This post has been updated.
The suspect remained in custody Wednesday afternoon but refused to cooperate with an investigation, Metro spokesman Richard Jordan said. Jordan said the woman refused to provide investigators with her name, so she was being charged as “Jane Doe” until fingerprinting could be used to determine her identity.
“We’re waiting on those fingerprint results,” Jordan said.
Metro riders who witnessed the incident said an intercom on the train appeared not to be working when calls were made for help.
Tara Young said she got on the train as she usually does at the Court House station. She said she noticed a young mother and her child get on the train’s second car at that stop. The child, she said, was cute and expressive as she chatted with her mom about visiting a museum downtown while playing with a pair of sunglasses as she sat, strapped in her stroller. The two were in the standing-room area of the car.
As the train left Rosslyn and was in the tunnel, Young said she looked up to see another passenger on the train trying to lift the girl out of her stroller. The mother, according to Young, started to yell, “Don’t touch my daughter. Let go of my daughter.”
She said the mother and child were screaming.
A Metro spokeswoman confirmed the account, saying a 2-year-old girl was strapped in a stroller and riding with her mother when another woman approached them. The suspect tried to pull the toddler out of the stroller, authorities said, but was not able to because the child was strapped across the chest.
An eyewitness intervened and tackled the suspect, holding her until police arrived on the scene at the Foggy Bottom station.
Other passengers on the train — mostly young men, according to Young — grabbed the woman from behind and held her across the chest. Young said it appeared that the suspect they grabbed was “shocked and scared.”
Young said she and another passenger hit the emergency button on the train to try to reach the train’s operator on the intercom. Young said she gave the train operator the car number and the operator responded, “is something going on?”
“We need to stop the train,” she recalled saying. “A woman tried to grab a baby,” Young said another passenger said into the intercom.
But she said she couldn’t hear the train operator and the intercom seemed scratchy.
“The train operator didn’t give us any communication,” said Young, who works in Web communications at the Nuclear Energy Institute. “There was no response for 30 seconds. … We kept saying we need help back here. All we got was fuzzy interception.”
The train operator also kept asking the riders to repeat the information, according to Young. At one point, communication ceased.
The train operator, “never came back with a follow-up of ‘don’t worry.’ Or ‘we’ve phoned the police’ or ‘we’ll be stopping at the next station,'” Young said. “She kept asking us to clarify what car we were on … She kept needing me to repeat.”
When the train stopped at Foggy Bottom, authorities got on and took the woman into custody.
Another rider, Alice Bettencourt, 49, of Arlington, remembers the mother yelling “Get off my baby, get off my baby!”
She said at least four people worked to subdue the suspect, with one passenger putting her in a chokehold against a seat and a few others holding her down until the train pulled into Foggy Bottom.
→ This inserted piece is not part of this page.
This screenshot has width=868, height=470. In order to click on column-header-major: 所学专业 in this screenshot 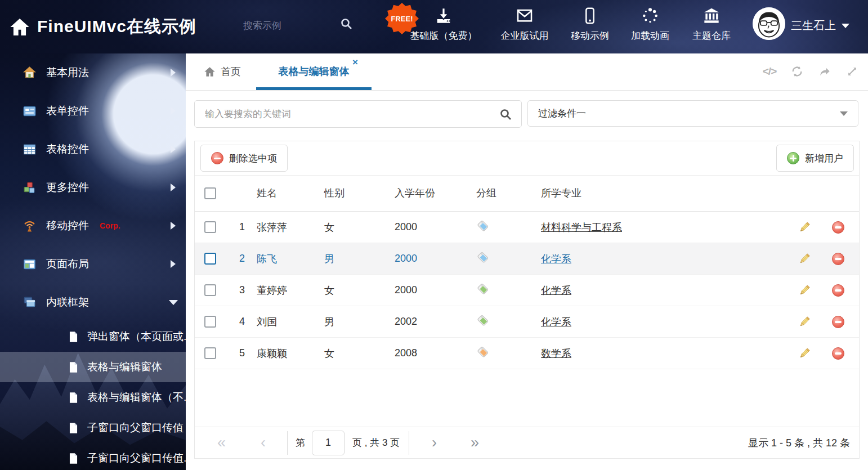, I will do `click(663, 193)`.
She said the suspect appeared lethargic, not “like somebody on PCP, fighting fiercely.”
Bettencourt attempted to notify authorities, but her cellphone call didn’t go through, she said. Another passenger’s call was dropped, she said. She remembers a woman attempting to use the intercom to no avail.
“She said it did nothing,” Bettencourt recalled. “The big issue was we’re stuck under the Potomac and couldn’t get to the operator, to the outside world.”
When the train arrived at Foggy Bottom, a rider finally ran up to the first car to notify the driver of the incident before the train left the platform. Police arrived shortly thereafter.
“He went into the car and immediately took his cuffs out,” Bettencourt said.
Young said she told Metro authorities about how the intercom appeared to not work.
“It was kind of a shock to realize that it is not a fool-proof system,” she said. “You would think the emergency system would be checked and be in good working condition when you are using it.”
Metro officials said the case is under investigation. Sherri Ly, a Metro spokeswoman, said she did not immediately know anything about intercoms malfunctioning on the train. The train, Ly said, did stop and hold at the Foggy Bottom station until transit police arrived.
The transit agency has come under criticism in the past for its intercom system not working well in emergency situations.
Another rider, Matt Paolillo, who was on the first train car at the time of the incident, said he could see through the window into the second rail car that there was a “big scuffle” when the other riders subdued the suspect.
“It looked like a fight,” he said. When he got off at Foggy Bottom, Paolillo said he heard about what happened on the train and he saw police “peeling people off of the [suspect] on the train.”
“It’s crazy,” said Paolillo, who has lived in the Washington area for five years and regularly rides Metro from Virginia Square to his office near Foggy Bottom, where he works as a tax lawyer. “I’ve seen a normal amount of weird things on the Metro, but this is pretty monumental. Pretty bizarre.”
The suspect will be charged in D.C., Metro said Wednesday.
Correction: The witness was quoted as telling the train operator, “something is going on.” It was the train operator who asked via the intercom, “is something going on?”